Omelet > wrote:
> (Steve Pope) wrote:
>> Omelet > wrote:
>>>I can understand. I fell and sprained my right rotator cuff not too
>>>long ago and it's causing me a lot of pain issues, altho' Airrosti is
>>>helping it to heal a lot faster than it normally would.
>> So in your experience, how does Airrosti differ from conventional
>> physical therapy?
>Works faster. The hands on therapy speeds things up for soft tissue
>injury, and the practitioners have the training to help you learn the
>exercises you need to know and do to help yourself.
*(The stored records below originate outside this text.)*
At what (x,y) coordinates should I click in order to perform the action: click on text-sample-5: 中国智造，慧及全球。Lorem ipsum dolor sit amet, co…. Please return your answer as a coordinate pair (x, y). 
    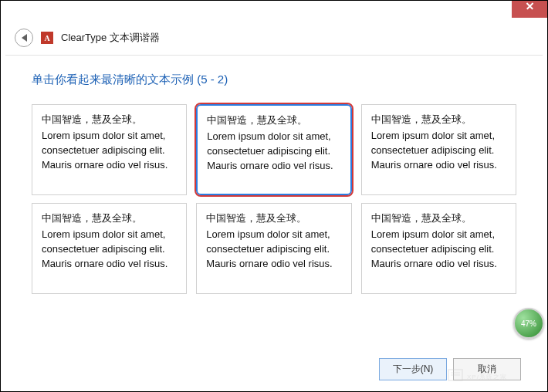
    Looking at the image, I should click on (273, 248).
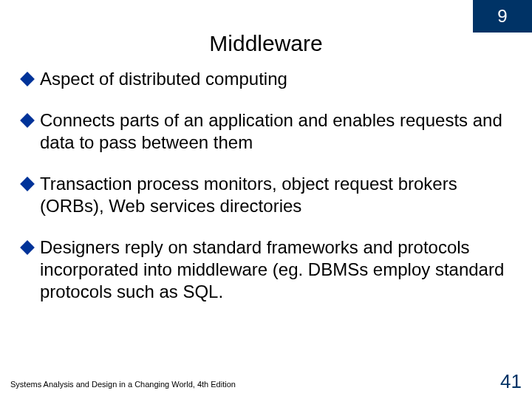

>Dr. Perry helped me with both newer and very much older leg injuries
>sustained from a fall in 2008 and being clipped by a pickup truck while
>walking back to the student parking lot when I was 23. (I'm 47) He also
>taught me a series of leg exercises I'd never done before and I followed
>all of his advice.
>I can now move better than I've been able to in years.
>As for the rotator cuff injury, it's not quite ok just yet, but last
>time I hurt one, (the left, this is now the right), it took over a year
>to get back to even a semblance of normal and never really has been
>right. I've asked him for help with that one too.
>The right one, after less than two months, is already far advanced over
>what I experienced last time.
>> I'm facing a slow-healing sprain myself the past several weeks.
>Are you in Texas or Oklahoma? That is currently the only two areas they
>have providers in.
Nope, California. Do they do proximal interphalangeal joint injuries?
I am under the care of a CHT (Certified Hand Therapist) and she
is very good, but not as hands on as a DC would be, much less
an Airrosti. But she has specified a ton of exercises.